Don't patronize the chain bookstores. Every time I see some author scheduled to read and sign his books at a chain bookstore, I feel like telling him he's stabbing the independent bookstores in the back.
In spite of the six thousand manuals on child raising in the bookstores, child raising is still a dark continent and no one really knows anything. You just need a lot of love and luck - and, of course, courage.
The most colorful section of a bookstore is the display of SF books, with art by people like Wayne Barlow, who is a terrific artist.
The only people who have never had a problem with me speaking in their venues are independent bookstores and libraries. Universities and humanities councils have canceled me, but never an independent bookstore.
I wouldn’t have a career if it weren’t for independent bookstores.

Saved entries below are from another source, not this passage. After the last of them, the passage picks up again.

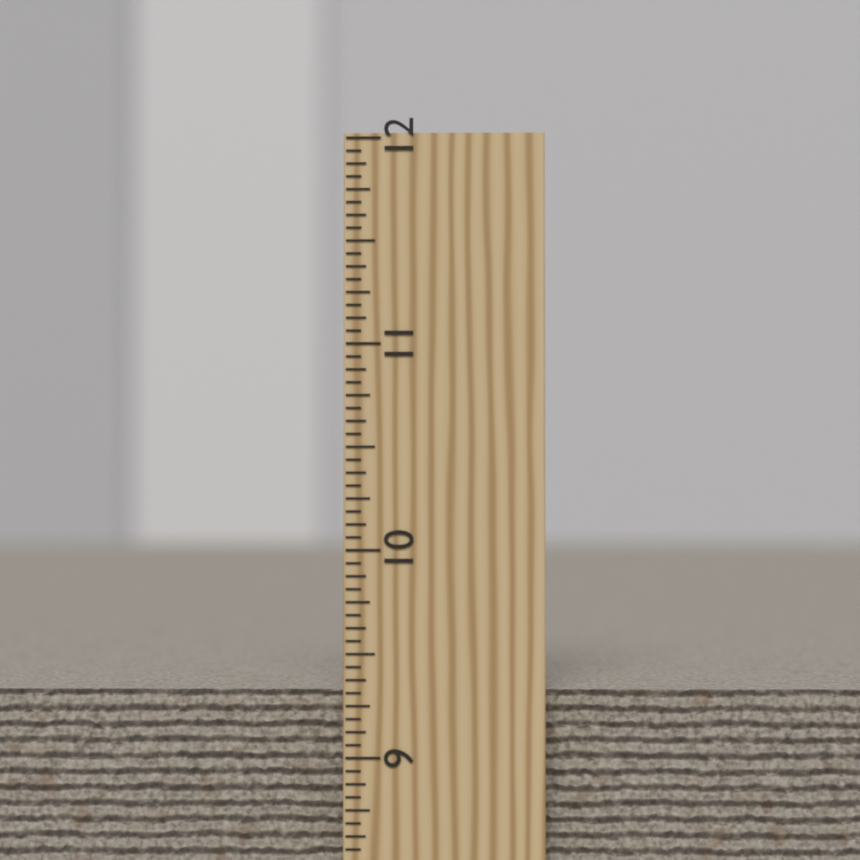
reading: 9.3125 inch
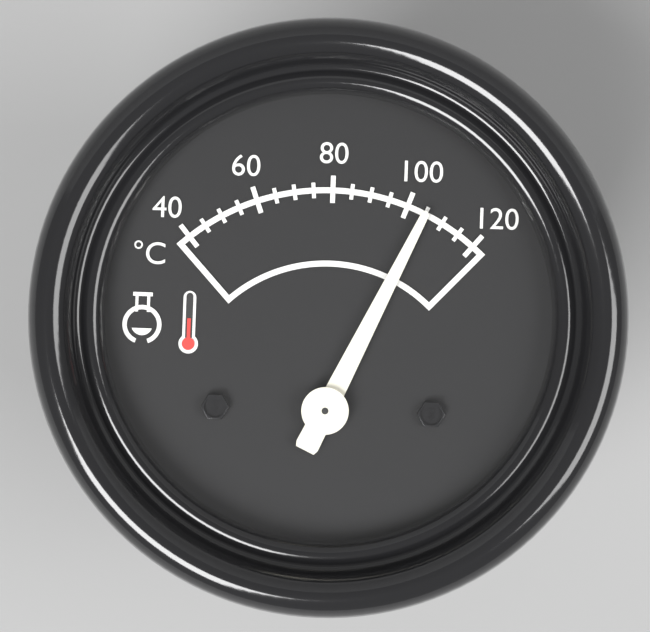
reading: 105 °C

As I've often said, you can shop online and find whatever you're looking for, but bookstores are where you find what you weren't looking for.
We all just took the bookstore at its word, because if you couldn't trust a bookstore, what could you trust?
If the college you visit has a bookstore filled with t-shirts rather than books, find another college.
For the mind and the imagination, bookstores aren't enough, college courses aren't enough, the Internet isn't enough. Those resources are all governed by the tastes and needs of the moment. Only libraries take the long view, quietly shelving the unused with the used, knowing that one of these days the two categories will be reversed by a student's discovery of those hitherto undisturbed volumes whose contents will unsettle the learned world.
Books are easy to find and easy to buy. A paperback these days only costs six or seven dollars. You can borrow that from your kids!
Look at the world of books nowadays. People just download books. They don't go to a bookstore. Amazon is wiping out Borders and Barnes and Noble. Those are brilliant examples of ephemeralization doing more with less at a better price.
Even an ice cream parlor - a definite advantage - does not alleviate the sorrow I feel for a town lacking a bookstore.
When I go into a bookstore I always look for books by John Fante. If they are out-of-stock on one of his titles, I tell the clerk to order what is missing. I do it because I want people to read my father's work.
After years of practice, I can walk into a bookstore and understand its layout in a few seconds. I can glance at the spine of a book and make a good guess at its content from a number of signs.
A lot of the ways of advertising a book - the cover, whether somebody sees it on a subway or sees it in a bookstore - those things are going to rapidly diminish as we move to an electronic model.
Books, I knew then and now, give body to our ideas and imaginations, make them flesh in the world; a bookstore is the city where our fleshed-out inner selves reside.